From The Book of Joan (Lidia Yuknavitch):
p. 13
It’s a perfect and terrifying consumer culture, really. His early life as a self-help guru, his astral rise as an author revered by millions worldwide, then overtaking television — that puny propaganda device on Earth — and finally, the seemingly unthinkable, as media became a manifested room in your home, he overtook lives, his performances increasingly more violent in form. His is a journey from opportunistic showman, to worshipped celebrity, to billionaire, to fascistic power monger. What was left? When the Wars broke out, his transformation to sadistic military leader came as no surprise.
We are what happens when the seemingly unthinkable celebrity rises to power.
Our existence makes my eyes hurt.
People are forever thinking that the unthinkable can’t happen. If it doesn’t exist in thought, then in can’t exist in life. And then, in the blink of an eye, in a moment of danger, a figure who takes power from our weak desires and failures emerges like a rib from sand. […] Some strange combination of a military dictator and spiritual charlatan. A war-hungry mountebank. How stupidly we believe in our petty evolutions. Yet another case of something shiny that entertained us and then devoured us. We consume and become exactly what we create. In all times.
I’ve been hearing good things about this book. Thanks for the taste. I have a little while to wait before its frees up at the library though.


What is needed => Work out how many lines below hold the string "ylabel" and state only that figure.

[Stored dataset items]
= Beginning of Section =
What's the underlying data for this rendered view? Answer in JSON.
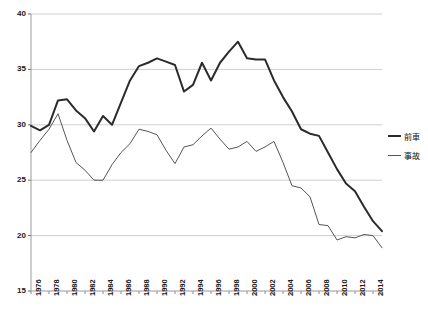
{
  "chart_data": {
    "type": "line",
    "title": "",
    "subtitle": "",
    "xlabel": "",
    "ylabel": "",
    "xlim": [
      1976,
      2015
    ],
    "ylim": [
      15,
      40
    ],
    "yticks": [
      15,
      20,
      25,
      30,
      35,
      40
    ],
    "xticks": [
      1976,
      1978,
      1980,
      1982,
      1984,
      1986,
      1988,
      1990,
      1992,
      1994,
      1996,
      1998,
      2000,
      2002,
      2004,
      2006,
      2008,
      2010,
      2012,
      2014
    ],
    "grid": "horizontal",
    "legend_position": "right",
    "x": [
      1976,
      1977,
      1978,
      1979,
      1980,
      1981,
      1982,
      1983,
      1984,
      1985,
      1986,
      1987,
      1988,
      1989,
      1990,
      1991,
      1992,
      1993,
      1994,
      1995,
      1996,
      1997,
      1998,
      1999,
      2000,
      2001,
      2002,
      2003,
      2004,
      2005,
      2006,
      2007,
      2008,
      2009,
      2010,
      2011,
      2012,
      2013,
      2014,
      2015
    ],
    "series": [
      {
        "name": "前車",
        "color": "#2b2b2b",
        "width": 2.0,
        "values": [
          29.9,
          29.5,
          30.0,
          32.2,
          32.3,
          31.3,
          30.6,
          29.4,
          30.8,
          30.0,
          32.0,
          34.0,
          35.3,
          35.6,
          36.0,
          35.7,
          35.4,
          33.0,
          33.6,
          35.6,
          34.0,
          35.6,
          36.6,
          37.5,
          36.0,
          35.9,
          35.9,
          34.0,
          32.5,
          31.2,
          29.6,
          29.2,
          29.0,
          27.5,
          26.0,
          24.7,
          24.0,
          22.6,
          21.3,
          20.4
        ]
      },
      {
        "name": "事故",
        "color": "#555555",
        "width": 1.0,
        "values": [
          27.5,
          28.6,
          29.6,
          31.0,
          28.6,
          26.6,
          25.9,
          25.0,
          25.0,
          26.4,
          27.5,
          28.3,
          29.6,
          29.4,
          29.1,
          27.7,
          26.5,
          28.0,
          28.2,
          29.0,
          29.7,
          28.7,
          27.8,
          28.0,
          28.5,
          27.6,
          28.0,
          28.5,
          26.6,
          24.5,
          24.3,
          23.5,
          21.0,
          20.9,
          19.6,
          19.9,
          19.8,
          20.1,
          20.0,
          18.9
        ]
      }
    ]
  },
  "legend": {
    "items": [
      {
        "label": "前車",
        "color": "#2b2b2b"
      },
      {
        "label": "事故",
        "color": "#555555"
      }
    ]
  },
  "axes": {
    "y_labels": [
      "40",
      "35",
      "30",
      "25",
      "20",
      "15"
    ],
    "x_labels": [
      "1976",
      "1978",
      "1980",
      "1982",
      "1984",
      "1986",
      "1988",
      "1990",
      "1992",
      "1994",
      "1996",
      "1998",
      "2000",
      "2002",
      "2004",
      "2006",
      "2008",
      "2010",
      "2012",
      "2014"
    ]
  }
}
= End of Section =
= Beginning of Section =
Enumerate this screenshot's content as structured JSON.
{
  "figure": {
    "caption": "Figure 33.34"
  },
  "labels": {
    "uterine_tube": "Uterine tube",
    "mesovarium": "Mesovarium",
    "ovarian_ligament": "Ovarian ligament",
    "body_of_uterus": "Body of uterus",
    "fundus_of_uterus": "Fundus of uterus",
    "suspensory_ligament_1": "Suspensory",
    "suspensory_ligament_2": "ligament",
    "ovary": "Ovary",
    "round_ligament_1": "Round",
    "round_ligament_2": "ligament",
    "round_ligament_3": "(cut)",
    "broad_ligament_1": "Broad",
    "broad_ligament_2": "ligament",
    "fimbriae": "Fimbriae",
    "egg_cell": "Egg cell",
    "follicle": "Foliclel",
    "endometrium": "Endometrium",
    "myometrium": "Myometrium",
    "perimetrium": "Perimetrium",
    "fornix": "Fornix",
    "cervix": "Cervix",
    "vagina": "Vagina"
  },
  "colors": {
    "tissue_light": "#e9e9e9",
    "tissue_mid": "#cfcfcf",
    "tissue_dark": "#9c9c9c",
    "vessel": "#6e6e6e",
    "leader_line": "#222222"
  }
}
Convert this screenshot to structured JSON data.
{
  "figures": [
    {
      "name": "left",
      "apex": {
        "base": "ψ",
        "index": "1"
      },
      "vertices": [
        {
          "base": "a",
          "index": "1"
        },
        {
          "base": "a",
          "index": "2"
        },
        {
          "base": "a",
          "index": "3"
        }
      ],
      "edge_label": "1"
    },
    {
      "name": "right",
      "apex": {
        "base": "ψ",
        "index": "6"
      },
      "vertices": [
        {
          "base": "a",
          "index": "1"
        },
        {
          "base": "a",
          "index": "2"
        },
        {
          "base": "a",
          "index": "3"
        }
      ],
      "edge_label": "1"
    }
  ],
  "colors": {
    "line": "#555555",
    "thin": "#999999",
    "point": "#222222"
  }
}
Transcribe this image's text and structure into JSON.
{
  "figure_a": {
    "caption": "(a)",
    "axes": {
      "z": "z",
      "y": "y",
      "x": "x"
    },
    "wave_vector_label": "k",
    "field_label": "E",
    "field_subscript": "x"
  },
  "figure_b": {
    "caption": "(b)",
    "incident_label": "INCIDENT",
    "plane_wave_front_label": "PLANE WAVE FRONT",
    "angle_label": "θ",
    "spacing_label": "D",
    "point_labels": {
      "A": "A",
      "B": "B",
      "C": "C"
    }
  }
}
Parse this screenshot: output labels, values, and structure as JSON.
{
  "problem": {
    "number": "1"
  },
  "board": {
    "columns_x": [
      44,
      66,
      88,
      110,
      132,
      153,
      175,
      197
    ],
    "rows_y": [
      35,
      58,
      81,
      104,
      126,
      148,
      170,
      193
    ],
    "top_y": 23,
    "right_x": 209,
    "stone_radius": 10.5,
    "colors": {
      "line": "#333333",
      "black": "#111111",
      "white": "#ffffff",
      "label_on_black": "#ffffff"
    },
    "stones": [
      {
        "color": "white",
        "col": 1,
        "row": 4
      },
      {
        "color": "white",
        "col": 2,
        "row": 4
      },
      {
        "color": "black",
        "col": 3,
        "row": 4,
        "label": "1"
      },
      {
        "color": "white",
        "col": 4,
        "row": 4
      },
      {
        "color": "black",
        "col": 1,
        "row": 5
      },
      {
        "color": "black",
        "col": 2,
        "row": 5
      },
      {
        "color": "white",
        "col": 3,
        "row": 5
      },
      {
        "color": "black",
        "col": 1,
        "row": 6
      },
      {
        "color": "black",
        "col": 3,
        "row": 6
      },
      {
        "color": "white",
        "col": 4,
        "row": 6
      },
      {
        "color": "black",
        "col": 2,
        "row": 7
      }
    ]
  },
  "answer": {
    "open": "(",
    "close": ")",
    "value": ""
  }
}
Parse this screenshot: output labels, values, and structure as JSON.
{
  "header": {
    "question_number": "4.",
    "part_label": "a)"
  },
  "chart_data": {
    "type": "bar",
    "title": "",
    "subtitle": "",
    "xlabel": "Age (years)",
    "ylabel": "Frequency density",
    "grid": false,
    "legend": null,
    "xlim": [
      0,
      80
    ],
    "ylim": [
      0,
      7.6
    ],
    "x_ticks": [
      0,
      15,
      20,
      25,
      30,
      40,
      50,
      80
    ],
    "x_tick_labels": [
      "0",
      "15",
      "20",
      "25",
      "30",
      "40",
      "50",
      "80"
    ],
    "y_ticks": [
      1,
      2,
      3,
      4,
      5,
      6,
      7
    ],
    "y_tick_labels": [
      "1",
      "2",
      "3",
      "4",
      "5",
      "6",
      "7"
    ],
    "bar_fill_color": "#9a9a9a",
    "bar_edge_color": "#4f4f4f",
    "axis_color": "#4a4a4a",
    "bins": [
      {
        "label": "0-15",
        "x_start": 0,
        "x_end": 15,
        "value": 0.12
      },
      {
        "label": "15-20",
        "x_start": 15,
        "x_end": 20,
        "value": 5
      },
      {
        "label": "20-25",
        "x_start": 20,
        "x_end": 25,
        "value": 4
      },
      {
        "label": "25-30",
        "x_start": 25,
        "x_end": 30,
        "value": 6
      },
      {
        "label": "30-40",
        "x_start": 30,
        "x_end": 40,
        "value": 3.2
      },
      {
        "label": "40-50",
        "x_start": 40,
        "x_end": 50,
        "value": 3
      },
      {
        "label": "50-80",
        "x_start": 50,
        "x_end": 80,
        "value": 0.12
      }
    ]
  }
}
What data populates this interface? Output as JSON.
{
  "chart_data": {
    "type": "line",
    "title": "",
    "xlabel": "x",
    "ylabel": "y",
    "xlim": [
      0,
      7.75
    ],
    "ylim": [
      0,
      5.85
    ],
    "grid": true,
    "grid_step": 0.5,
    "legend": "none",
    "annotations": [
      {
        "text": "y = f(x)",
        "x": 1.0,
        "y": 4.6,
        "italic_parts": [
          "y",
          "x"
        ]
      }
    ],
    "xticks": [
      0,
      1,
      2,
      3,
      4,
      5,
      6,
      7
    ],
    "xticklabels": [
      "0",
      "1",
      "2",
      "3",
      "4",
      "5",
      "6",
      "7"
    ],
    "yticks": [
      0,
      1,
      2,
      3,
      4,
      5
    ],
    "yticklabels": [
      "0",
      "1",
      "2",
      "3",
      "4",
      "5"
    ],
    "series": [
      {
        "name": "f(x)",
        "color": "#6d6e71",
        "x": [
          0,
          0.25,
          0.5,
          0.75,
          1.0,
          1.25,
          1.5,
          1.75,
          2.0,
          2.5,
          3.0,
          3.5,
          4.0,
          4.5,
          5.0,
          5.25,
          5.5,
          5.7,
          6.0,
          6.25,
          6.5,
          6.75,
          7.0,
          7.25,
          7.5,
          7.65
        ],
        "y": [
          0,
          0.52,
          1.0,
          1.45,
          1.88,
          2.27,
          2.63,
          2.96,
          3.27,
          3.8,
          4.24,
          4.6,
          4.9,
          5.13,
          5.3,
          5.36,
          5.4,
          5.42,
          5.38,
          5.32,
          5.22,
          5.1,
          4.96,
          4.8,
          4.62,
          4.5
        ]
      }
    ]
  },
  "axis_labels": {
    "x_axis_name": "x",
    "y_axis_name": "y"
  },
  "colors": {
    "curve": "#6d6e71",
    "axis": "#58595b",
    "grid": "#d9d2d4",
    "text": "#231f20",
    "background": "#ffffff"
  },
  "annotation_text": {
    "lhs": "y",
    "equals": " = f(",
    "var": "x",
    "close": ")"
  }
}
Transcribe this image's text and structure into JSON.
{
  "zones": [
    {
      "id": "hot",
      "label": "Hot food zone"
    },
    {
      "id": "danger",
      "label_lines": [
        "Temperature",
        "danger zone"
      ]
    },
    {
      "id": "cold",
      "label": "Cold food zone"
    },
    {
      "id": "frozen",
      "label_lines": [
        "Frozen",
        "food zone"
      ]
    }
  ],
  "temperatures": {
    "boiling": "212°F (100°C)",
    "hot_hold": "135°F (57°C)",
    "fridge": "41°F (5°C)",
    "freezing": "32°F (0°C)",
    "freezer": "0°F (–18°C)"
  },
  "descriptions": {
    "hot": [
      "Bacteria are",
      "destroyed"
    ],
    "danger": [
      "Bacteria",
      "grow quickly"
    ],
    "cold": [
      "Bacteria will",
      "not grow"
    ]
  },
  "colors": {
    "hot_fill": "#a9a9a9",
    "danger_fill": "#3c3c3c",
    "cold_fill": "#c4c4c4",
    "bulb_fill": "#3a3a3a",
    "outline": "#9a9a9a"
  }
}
= End of Section =
Response to this exercise => 3